Advertisement

Going from bad to worse

Share

The bad economic news keeps piling up.

On Thursday, three milestones showing the depths of the downturn were reached: The number of workers filing unemployment claims hit an all-time high, sales of new homes fell to an all-time low, and production of durable goods dropped for the fifth straight month, boosting inventories to their highest level since at least 1992.

And it’s not over yet. Today, the Commerce Department is scheduled to release its initial estimate of the U.S. gross domestic product -- the value of all goods and services produced by the economy -- for the fourth quarter of 2008. The report will essentially wrap into one sobering number all the grim developments that have been accumulating for weeks and months.

Many economists think the economic output declined in the fourth quarter at an annual rate of 5% or more -- which would make it the worst quarter for the U.S. economy since 1982.

Advertisement

“It will be bad,” said Nigel Gault, chief U.S. economist at IHS Global Insight, a forecasting firm in Lexington, Mass. He estimated that the economy shrank at a 5.3% annual rate in the three months that ended Dec. 31.

Moreover, Gault added, Thursday’s data indicate that the current quarter “will be just as bad.”

“It’s going to confirm what we already know, and that is that we’re in a severe recession,” said Ben Herzon, senior economist with forecasting firm Macroeconomic Advisers in St. Louis, who expects the report to show a decline of 5.5%.

President Obama met Thursday with his economic advisors at the White House -- as he has almost every day since taking office nine days earlier -- and pledged that his administration was working on a three-part plan to pull the economy out of the doldrums.

The plan includes the $819-billion stimulus package under consideration in Congress, an effort to shore up the fragile financial system and a program to address the housing and foreclosure crisis, which helped trigger the recession that began about a year ago.

The stimulus plan is “only one leg of the stool,” Obama said after the Oval Office meeting. “These other legs of the stool will be rolled out systematically in the coming weeks so that the American people will have a clear sense of a comprehensive strategy designed to put people back to work, reopen businesses and get credit flowing again.”

Advertisement

The stock market tumbled on the grim economic data, giving back nearly all of the gains it made Wednesday. The Dow Jones industrial average slid 226.44 points, or 2.7%, to 8,149.01. The broader Standard & Poor’s 500 index and Nasdaq composite index each gave up more than 3%. Financial stocks were the biggest losers.

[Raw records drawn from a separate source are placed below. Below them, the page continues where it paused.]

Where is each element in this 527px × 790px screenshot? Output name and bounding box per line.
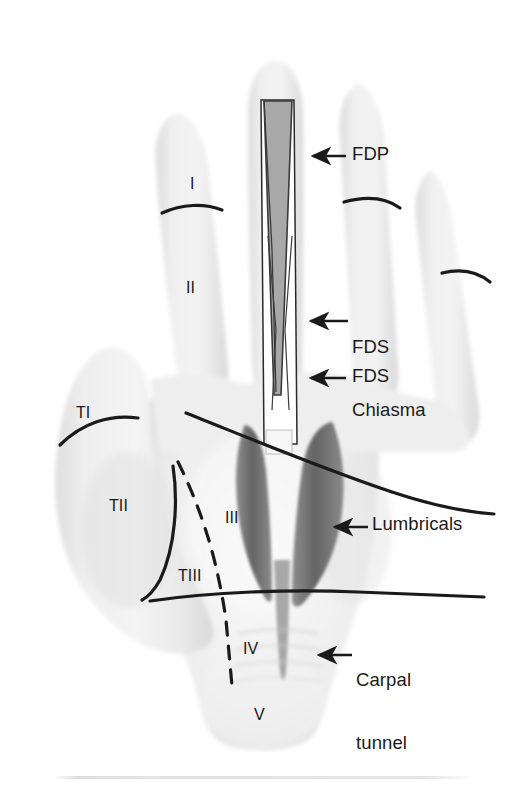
zone-label-i: I	[190, 175, 195, 193]
callout-label-fds: FDS	[352, 366, 389, 387]
zone-label-tiii: TIII	[178, 567, 202, 585]
zone-label-v: V	[254, 706, 265, 724]
zone-label-ii: II	[186, 279, 195, 297]
zone-label-iii: III	[225, 509, 239, 527]
callout-label-carpal-tunnel: Carpal tunnel	[356, 629, 411, 774]
zone-label-ti: TI	[76, 404, 90, 422]
zone-label-tii: TII	[109, 497, 128, 515]
callout-label-fds-chiasma-line2: Chiasma	[352, 400, 426, 421]
callout-label-carpal-tunnel-line2: tunnel	[356, 733, 411, 754]
hand-anatomy-figure: FDP FDS Chiasma FDS Lumbricals Carpal tu…	[0, 0, 527, 790]
callout-arrows-layer	[0, 0, 527, 790]
callout-label-carpal-tunnel-line1: Carpal	[356, 670, 411, 691]
callout-label-fds-chiasma-line1: FDS	[352, 337, 426, 358]
callout-label-fdp: FDP	[352, 144, 389, 165]
callout-label-lumbricals: Lumbricals	[372, 514, 462, 535]
scan-artifact-line	[52, 776, 475, 779]
zone-label-iv: IV	[243, 640, 258, 658]
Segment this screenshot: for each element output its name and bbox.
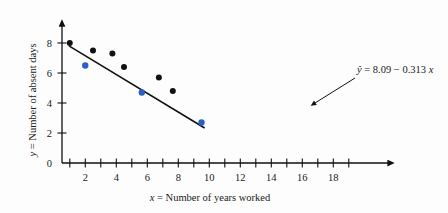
y-tick-label: 6 (47, 68, 52, 79)
y-tick-label: 2 (47, 128, 52, 139)
x-tick-label: 14 (266, 172, 277, 183)
x-tick-label: 6 (145, 172, 150, 183)
x-axis-title-text: = Number of years worked (154, 192, 271, 203)
y-tick-label: 0 (47, 158, 52, 169)
equation-body: = 8.09 − 0.313 (362, 64, 429, 75)
y-axis-title: y = Number of absent days (27, 44, 38, 158)
x-axis-title: x = Number of years worked (149, 192, 271, 203)
regression-line (69, 46, 205, 128)
x-tick-label: 18 (328, 172, 339, 183)
x-tick-label: 8 (176, 172, 181, 183)
x-tick-label: 16 (297, 172, 308, 183)
data-point (139, 89, 145, 95)
data-point (121, 64, 127, 70)
data-point (82, 62, 88, 68)
data-point (198, 119, 204, 125)
x-tick-label: 12 (235, 172, 246, 183)
x-axis-tick-labels: 2 4 6 8 10 12 14 16 18 (83, 172, 339, 183)
data-point (156, 75, 162, 81)
data-point (67, 40, 73, 46)
y-tick-label: 4 (47, 98, 53, 109)
y-axis-title-text: = Number of absent days (27, 44, 38, 152)
equation-x-variable: x (428, 64, 434, 75)
scatterplot-figure: 8 6 4 2 0 (0, 0, 448, 213)
annotation-pointer-line (315, 78, 355, 103)
x-tick-label: 2 (83, 172, 88, 183)
plot-canvas: 8 6 4 2 0 (0, 0, 448, 213)
data-point (109, 51, 115, 57)
x-tick-label: 10 (204, 172, 215, 183)
data-point (170, 88, 176, 94)
y-tick-label: 8 (47, 38, 52, 49)
x-tick-label: 4 (114, 172, 120, 183)
regression-equation-label: ŷ = 8.09 − 0.313 x (356, 64, 434, 75)
y-axis-tick-labels: 8 6 4 2 0 (47, 38, 53, 169)
data-point (90, 48, 96, 54)
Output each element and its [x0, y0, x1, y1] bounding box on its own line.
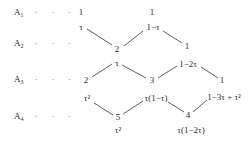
row-dots-a2: · · · — [35, 39, 77, 49]
weight-below-4: τ(1−2τ) — [177, 125, 204, 135]
diagram-edges — [0, 0, 249, 144]
edge-2-to-tau — [92, 64, 112, 77]
edge-tau-to-2 — [87, 29, 112, 45]
weight-below-5: τ² — [115, 125, 121, 135]
node-r4-left: 5 — [116, 112, 121, 122]
node-r1-right: 1 — [150, 7, 155, 17]
weight-1mtau: 1−τ — [146, 22, 159, 32]
node-r3-left: 2 — [84, 75, 89, 85]
weight-1m3tau: 1−3τ + τ² — [207, 92, 241, 102]
weight-tau1mtau: τ(1−τ) — [145, 93, 168, 103]
edge-tau-to-3 — [122, 65, 146, 78]
row-label-subscript: 3 — [21, 79, 24, 85]
node-r2-right: 1 — [185, 41, 190, 51]
row-label-a4: A4 — [14, 111, 24, 124]
row-label-a2: A2 — [14, 38, 24, 51]
row-dots-a1: · · · — [35, 8, 77, 18]
row-dots-a3: · · · — [35, 75, 77, 85]
edge-4-to-1m3tau — [193, 100, 207, 112]
weight-tau-2: τ — [115, 58, 119, 68]
node-r3-right: 1 — [220, 75, 225, 85]
row-label-a1: A1 — [14, 7, 24, 20]
row-label-subscript: 4 — [21, 116, 24, 122]
edge-1mtau-to-1 — [163, 31, 182, 43]
edge-3-to-1m2tau — [158, 66, 177, 78]
row-label-subscript: 2 — [21, 43, 24, 49]
weight-1m2tau: 1−2τ — [179, 59, 197, 69]
node-r4-right: 4 — [186, 110, 191, 120]
lattice-diagram: A1 · · · A2 · · · A3 · · · A4 · · · 1 1 … — [0, 0, 249, 144]
row-dots-a4: · · · — [35, 112, 77, 122]
weight-tau2-left: τ² — [84, 93, 90, 103]
node-r2-mid: 2 — [115, 44, 120, 54]
node-r3-mid: 3 — [150, 75, 155, 85]
edge-1m2tau-to-1 — [201, 67, 218, 78]
row-label-a3: A3 — [14, 74, 24, 87]
edge-tau2-to-5 — [94, 103, 113, 115]
edge-2-to-1mtau — [124, 31, 143, 46]
edge-tau1mtau-to-4 — [168, 102, 184, 112]
weight-tau-1: τ — [79, 22, 83, 32]
row-label-subscript: 1 — [21, 12, 24, 18]
node-r1-left: 1 — [79, 7, 84, 17]
edge-5-to-tau1mtau — [123, 101, 143, 114]
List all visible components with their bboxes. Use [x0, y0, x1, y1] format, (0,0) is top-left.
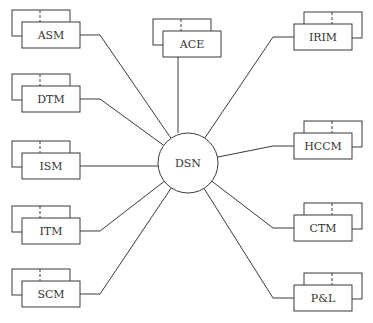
module-asm: ASM — [12, 10, 80, 48]
module-label: DTM — [37, 93, 64, 106]
connector-scm — [80, 188, 171, 294]
module-label: SCM — [37, 288, 64, 301]
module-ctm: CTM — [294, 203, 362, 241]
module-ace: ACE — [153, 19, 221, 57]
module-dtm: DTM — [12, 74, 80, 112]
module-label: ITM — [40, 225, 63, 238]
connector-asm — [80, 35, 171, 138]
module-itm: ITM — [12, 206, 80, 244]
module-pl: P&L — [294, 273, 362, 311]
star-network-diagram: ASMDTMISMITMSCMACEIRIMHCCMCTMP&L DSN — [0, 0, 373, 323]
module-label: CTM — [309, 222, 336, 235]
module-label: HCCM — [304, 140, 342, 153]
connector-hccm — [217, 146, 294, 157]
center-label: DSN — [175, 157, 201, 170]
connector-pl — [204, 188, 294, 298]
module-hccm: HCCM — [294, 121, 362, 159]
connector-itm — [80, 181, 164, 231]
module-label: IRIM — [309, 31, 337, 44]
module-label: P&L — [311, 292, 336, 305]
module-irim: IRIM — [294, 12, 362, 50]
module-scm: SCM — [12, 269, 80, 307]
module-label: ACE — [179, 38, 204, 51]
module-ism: ISM — [12, 141, 80, 179]
connector-dtm — [80, 99, 164, 145]
module-label: ISM — [39, 160, 62, 173]
module-label: ASM — [37, 29, 65, 42]
center-node: DSN — [158, 133, 218, 193]
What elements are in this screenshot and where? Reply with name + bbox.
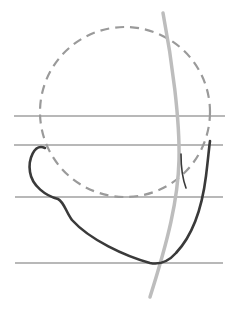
head-construction-drawing (0, 0, 236, 313)
background (0, 0, 236, 313)
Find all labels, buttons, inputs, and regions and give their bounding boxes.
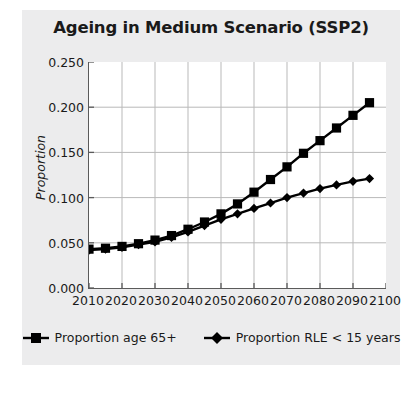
data-point-diamond (299, 188, 308, 197)
series-line (89, 103, 370, 249)
data-point-square (332, 123, 341, 132)
data-point-diamond (365, 174, 374, 183)
legend-square-marker-icon (22, 331, 50, 345)
data-point-diamond (348, 177, 357, 186)
legend-entry[interactable]: Proportion RLE < 15 years (203, 330, 401, 345)
data-point-diamond (266, 198, 275, 207)
data-point-square (266, 175, 275, 184)
chart-title: Ageing in Medium Scenario (SSP2) (22, 18, 400, 37)
data-point-square (233, 199, 242, 208)
data-point-diamond (315, 184, 324, 193)
legend-label: Proportion age 65+ (55, 330, 177, 345)
legend-entry[interactable]: Proportion age 65+ (22, 330, 177, 345)
y-tick-label: 0.200 (38, 100, 84, 115)
legend-label: Proportion RLE < 15 years (236, 330, 401, 345)
data-point-diamond (332, 180, 341, 189)
x-tick-label: 2100 (365, 293, 405, 308)
data-point-diamond (233, 209, 242, 218)
series-1 (89, 98, 374, 254)
chart-legend: Proportion age 65+Proportion RLE < 15 ye… (22, 330, 400, 345)
data-point-square (365, 98, 374, 107)
y-axis-tick-labels: 0.0000.0500.1000.1500.2000.250 (34, 62, 84, 288)
series-line (89, 179, 370, 250)
data-point-square (348, 111, 357, 120)
y-tick-label: 0.250 (38, 55, 84, 70)
y-tick-label: 0.150 (38, 145, 84, 160)
chart-figure: Ageing in Medium Scenario (SSP2) Proport… (22, 10, 400, 365)
data-point-square (315, 136, 324, 145)
data-point-square (299, 149, 308, 158)
y-tick-label: 0.100 (38, 190, 84, 205)
data-point-square (282, 162, 291, 171)
data-point-square (249, 188, 258, 197)
plot-area (88, 62, 386, 289)
plot-svg (89, 62, 386, 288)
x-axis-tick-labels: 2010202020302040205020602070208020902100 (88, 293, 385, 313)
data-point-diamond (249, 204, 258, 213)
data-point-diamond (282, 193, 291, 202)
y-tick-label: 0.050 (38, 235, 84, 250)
legend-diamond-marker-icon (203, 331, 231, 345)
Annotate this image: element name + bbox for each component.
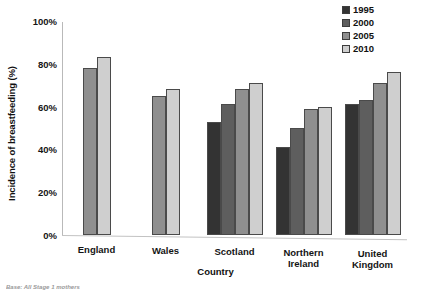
y-axis-tick-label: 40% (17, 145, 57, 155)
legend-swatch-icon (342, 32, 350, 40)
chart-legend: 1995200020052010 (342, 3, 412, 55)
bar-group (200, 21, 269, 235)
legend-swatch-icon (342, 19, 350, 27)
bar-northern-ireland-2010 (318, 107, 332, 235)
x-axis-tick-label: UnitedKingdom (328, 248, 418, 270)
legend-item-1995[interactable]: 1995 (342, 3, 412, 16)
legend-label: 1995 (353, 5, 374, 15)
bar-northern-ireland-2000 (290, 128, 304, 235)
bar-united-kingdom-2000 (359, 100, 373, 235)
bar-scotland-2000 (221, 104, 235, 235)
y-axis-tick-label: 100% (17, 17, 57, 27)
bar-group (269, 21, 338, 235)
legend-swatch-icon (342, 45, 350, 53)
bar-scotland-2005 (235, 89, 249, 235)
bar-england-2005 (83, 68, 97, 235)
legend-label: 2000 (353, 18, 374, 28)
legend-swatch-icon (342, 6, 350, 14)
y-axis-tick-label: 20% (17, 188, 57, 198)
bar-united-kingdom-2010 (387, 72, 401, 235)
y-axis-tick-label: 80% (17, 60, 57, 70)
legend-label: 2010 (353, 44, 374, 54)
y-axis-tick-label: 60% (17, 103, 57, 113)
bar-scotland-1995 (207, 122, 221, 235)
bar-united-kingdom-2005 (373, 83, 387, 235)
bar-scotland-2010 (249, 83, 263, 235)
legend-item-2010[interactable]: 2010 (342, 42, 412, 55)
bar-group (62, 21, 131, 235)
bar-united-kingdom-1995 (345, 104, 359, 235)
bar-northern-ireland-1995 (276, 147, 290, 235)
x-axis-line (62, 235, 407, 240)
y-axis-tick-label: 0% (17, 231, 57, 241)
legend-item-2000[interactable]: 2000 (342, 16, 412, 29)
bar-england-2010 (97, 57, 111, 235)
bar-wales-2010 (166, 89, 180, 235)
bar-northern-ireland-2005 (304, 109, 318, 235)
source-note: Base: All Stage 1 mothers (6, 284, 80, 290)
legend-item-2005[interactable]: 2005 (342, 29, 412, 42)
legend-label: 2005 (353, 31, 374, 41)
bar-wales-2005 (152, 96, 166, 235)
bar-group (131, 21, 200, 235)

On the job front, the Labor Department reported that the number of workers receiving unemployment benefits jumped 159,000 last week to 4.78 million, the most since the government began keeping records in 1967.

As a proportion of the workforce, which has grown substantially since the 1960s, the number of people on unemployment was the highest since 1983.

There was no sign of improvement in the housing market. The number of new homes sold in the U.S. plummeted 15% in November to a seasonally adjusted annual rate of 331,000, nearly half of the number a year earlier, the Census Bureau reported.

Based on that sales rate, it would take almost 13 months to eliminate the current backlog of unsold new homes, suggesting that construction -- already at a near-standstill -- would be unlikely to pick up any time soon.

And orders for durable goods -- including big-ticket purchases such as automobiles and refrigerators -- dropped 2.6%. Excluding a huge increase in military purchasing, the drop was 4.9%. Inventories of durable goods rose to their highest level since the government began keeping track in 1992.

Advertisement

“It’s looking like it’s going to be the most severe recession since the Great Depression, or at least one of the most severe,” Herzon said.

Thursday brought another wave of layoff announcements from U.S. companies, reflecting mounting distress in many corners of the economy, especially manufacturing. For some of the firms, it was the second time in the current downturn that they had unveiled cutbacks.

Cessna Aircraft Co., citing an increase in orders canceled or delayed, said it planned to lay off 2,000 workers. The Wichita, Kan., company earlier had announced 2,600 job cuts.

Oshkosh Corp., a truck maker based in Wisconsin, said it would cut 1,050 jobs, bringing to 2,400 the number of jobs eliminated since last summer.

Slot-machine maker International Game Technology said it would lay off 200 workers, citing the effect of the recession on the casino industry. The Nevada firm cut 500 jobs in November.

Eastman Kodak Co., the maker of photography products, said it would eliminate as many as 4,500 jobs, or about 18% of its workforce, after reporting a fourth-quarter loss.

Advertisement

Reflecting the turmoil in the financial services industry, money management firm OppenheimerFunds Inc. said it laid off 220 employees this week, or 9% of its workforce.

--

maura.reynolds@latimes.com

--

Times staff writers Martin Zimmerman in Los Angeles and Walter Hamilton in New York contributed to this report.